No because the target audience (programmers) wouldn't get it. There are a few humorous references in there. For example, the "fnord" operator has no effect and can be inserted anywhere in a program. This is a reference to the paranoid conspiracy theory Illuminatus! trilogy and permits the programmer to put "fnord fnord" in code that he is ashamed of or is in some way sneaky or magical in order to say "You never saw this!".

Also, I named the "spit" operator as a humorous reversal of the "slurp" idiom from Perl.

Clayton -

http://voluntaryistreader.wordpress.com
  • | Post Points: 5
Not Ranked
Posts 48
Points 760
Maynard replied on Sun, Aug 19 2012 1:16 AM

Clayton:

I would describe it as about as exciting as watching paint dry. There are few professions more ugly and boring than computer programming.

Here's the programming language I'm designing. I haven't done a check-in for two months due to avalanche of day-job duties but, don't worry, I have a check-in coming!
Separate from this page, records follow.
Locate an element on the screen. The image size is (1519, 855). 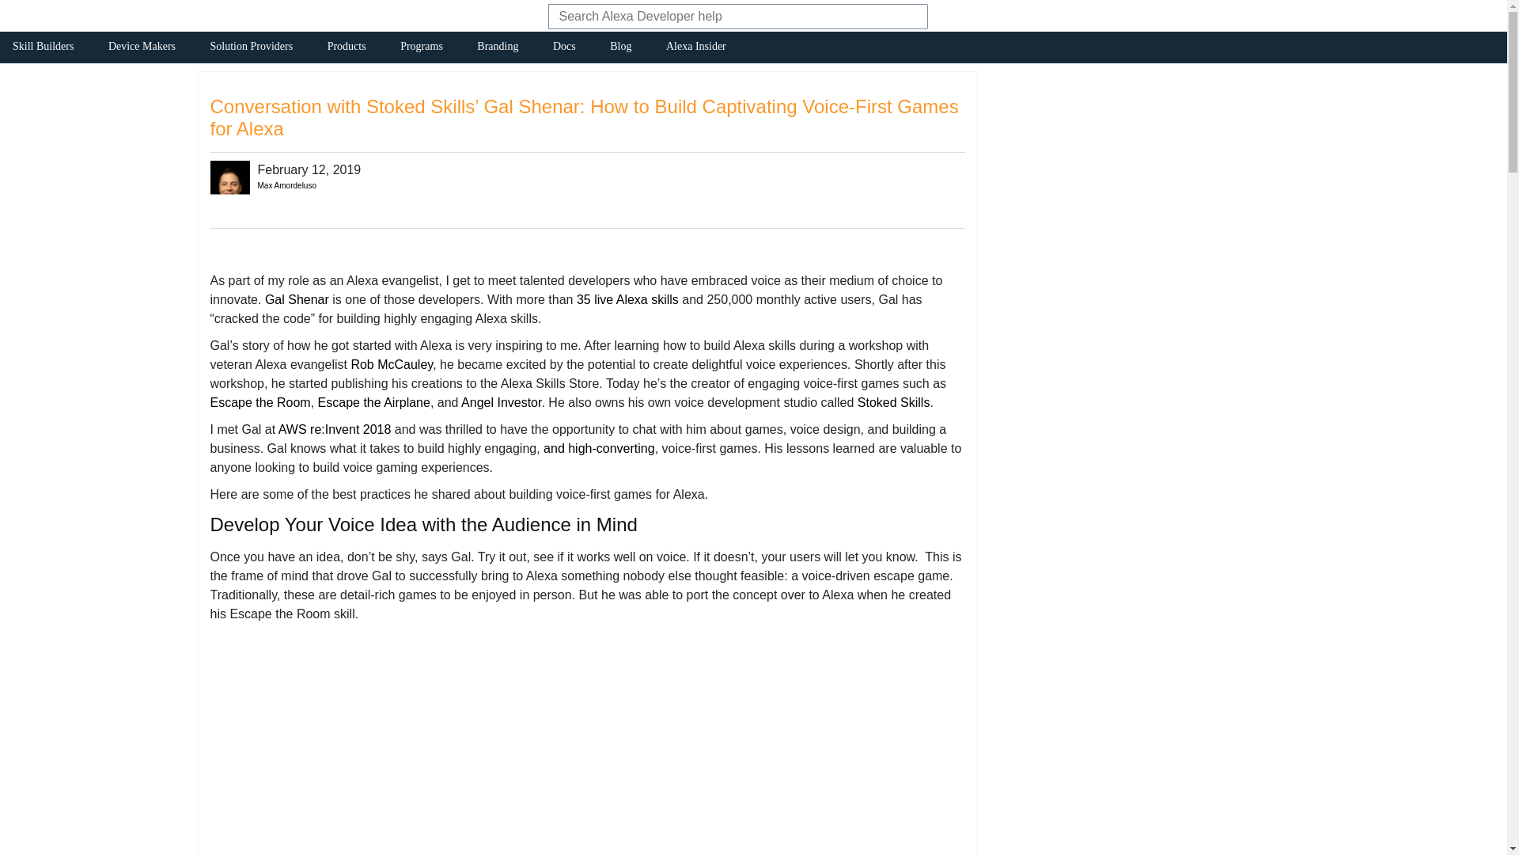
Insert a query. Press enter to send is located at coordinates (719, 18).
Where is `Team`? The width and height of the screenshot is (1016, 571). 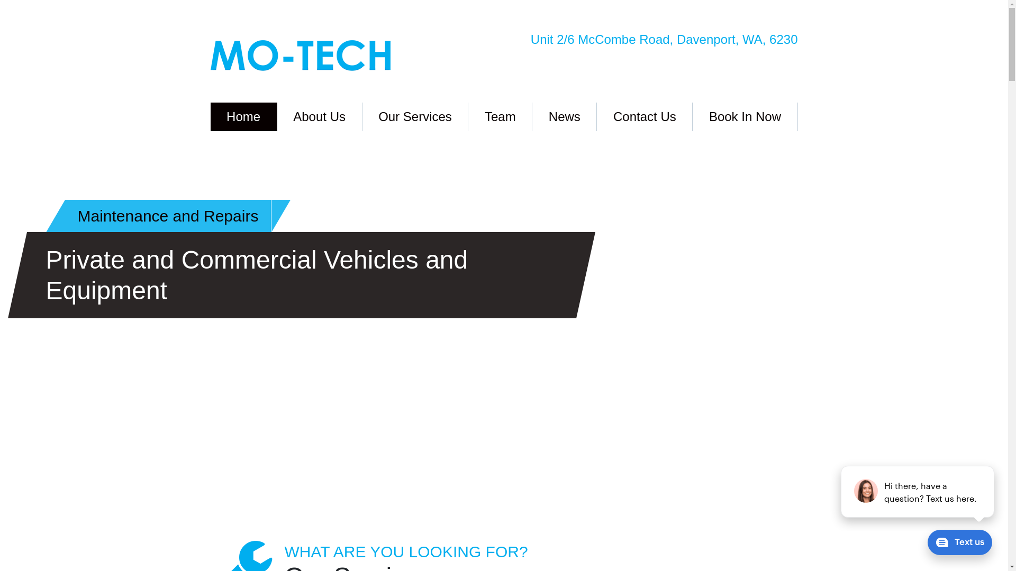 Team is located at coordinates (501, 117).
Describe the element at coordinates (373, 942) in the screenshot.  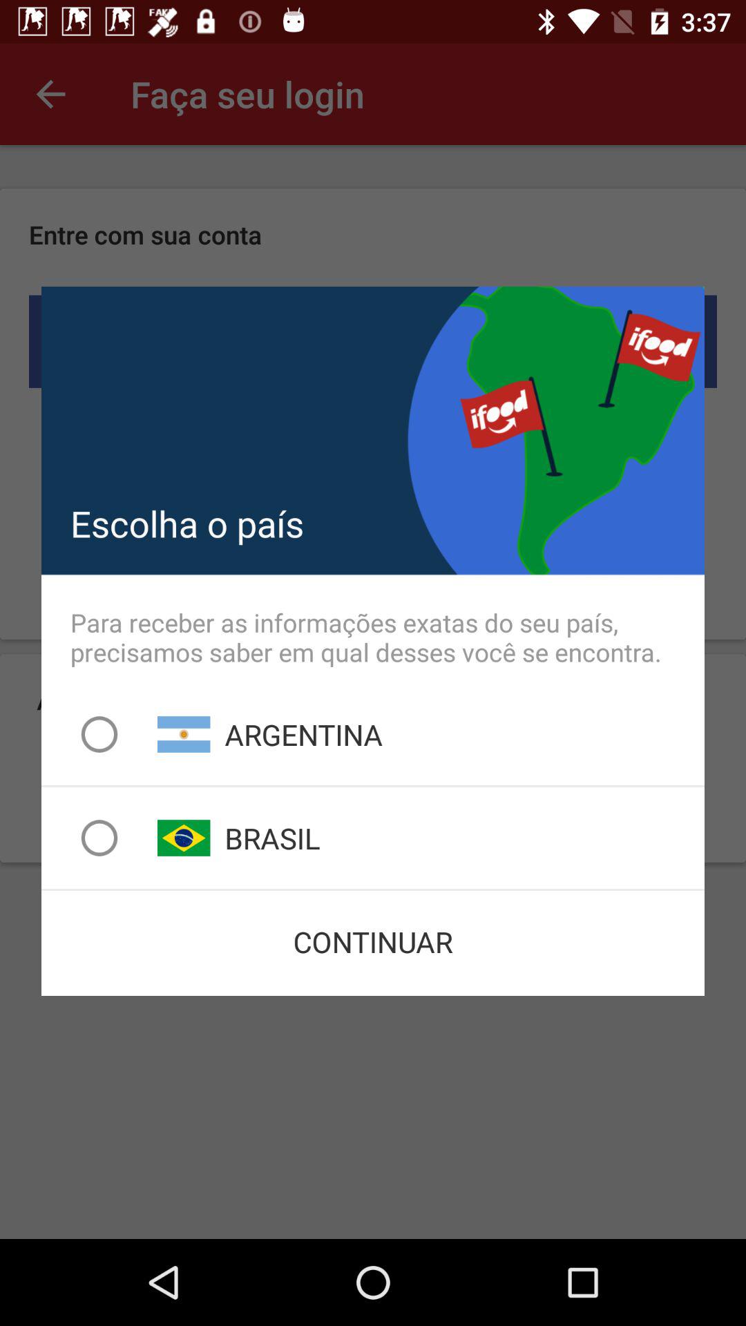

In my language, the canonical Hello, World program looks like this:

main: { "Hello, world" << }

Clayton -

 

Do you do that for a living?  I find the whole topic intriguing.  Not sure why.  I'm a pretty low-tech guy.  I'm below private when it comes to computers;  I haven't even enlisted yet.  I figured it wasn't exciting, but valuable nonetheless.  I'd not like to be the guy who can't figure out his new gadget when I'm older.  I ask in amateur language, would you say the way things work now will be the same basis for how they work later, or will they be more/less complex?  Both on a developer's level, and the consumer.